UA-158592677-1

Dave Griffin on Running

I was fifteen years old, and I left my driveway to run up Carroll Highlands Road.  Two doors up, I passed Scott Swartz’s house.

Scott and I were both three years old when he walked down to my house and asked if I wanted to play.  After that, we spent the next eleven years inseparable in our free time.

His mother died when he was five.  I was too young to understand the pain he must have gone through, but he adopted my family, or we adopted him; I’m not sure which.

We did everything two boys can do together.  We shared our toys, made up games and played sports in our back yards.  We talked to each other without boundaries.  He knew me better than anyone.

After I passed Scott’s house, I ran the rest of the way up our road, and then turned left.  In 1976, it was safe to run on the shoulder of Liberty Road in Eldersburg.

I passed the gas station on the corner and the Drive-in Restaurant where Scott worked at night.  I turned left at Ridge Road, and onto the property where the new Carrolltown Mall was under construction.  I ran around to the back of the buildings and stopped.

I walked into what would become the movie theater, nothing more than an empty space with sloping floors, and I got down on the concrete to stretch.

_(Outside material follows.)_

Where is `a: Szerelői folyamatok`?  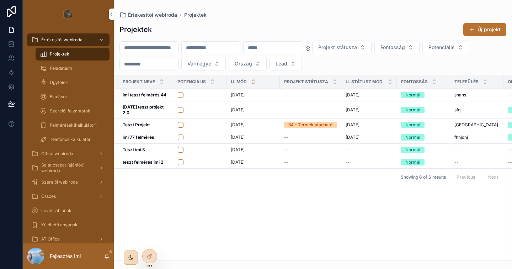
a: Szerelői folyamatok is located at coordinates (72, 111).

There was a for-sale sign back home in my front yard, and strangers were walking around deciding whether or not to become the new owners of the only home I had ever known.  My parents asked if I could make myself scarce for a while.

Everything familiar was changing, and it felt like every perfect moment of my childhood was about to become a distant memory.

By then, Scott and I were immersed in the real world of high school.  Gone was the fantasy, the made-up realities that used to fill our minds.  Toys gathered dust.

I left the shell of the movie theater and looked around a little more, then I went back out to Ridge Road and continued my run.  I ran past the old farm with the pastures that bordered my back yard.  The open space has since been gobbled up, but back then it surrounded me.  For a while, I ran with nothing around me but grassy fields.

I’ve always felt deeply, which has been a blessing at times, and a curse at others.  This was one of those cursed times.

If I had some sense of what came next, it might have been easier.  If I could have seen how I would grow strong and fast, perhaps I would have felt better.  But all I wanted to do was go back in time, bring Scott with me, and disappear into our imaginations.

I ran into the back end of Carroll Highlands, and then up towards my house.  I slowed down before I got there, making sure our driveway was rid of strange cars, and then I ran home.

That summer, we moved away from my youth and to a house on Danmarth Road.  It was a beautiful place, farther away from the urban sprawl, and over time I came to love it.

I can’t say exactly when I found the courage to leave childhood behind.  It was more of an evolution than an awakening.  My runs got longer and my workouts harder.  Friday night lights shined on cinders, and running was becoming a part of me.

As it did, my confidence grew.  I spoke up more and stood up for what I thought was right.  I started to become comfortable with myself. Once that happened, everything else became more comfortable too.

If you run, you know that things can change quickly.  You can feel fantastic one moment, only to enter a period of drudgery the next.  But the opposite is also true.  You can feel constrained and heavy early in a run, and totally fluid and free later.  That’s just how it is.

Kids can’t understand this, at least I couldn’t.  For a time, I thought I’d always be a child.  And I thought my best friend would always live two doors down.

The real world eventually finds all of us, and it can be a harsh reality until you realize that you’re strong enough for anything.

If you’ve not found that strength yet, keep running.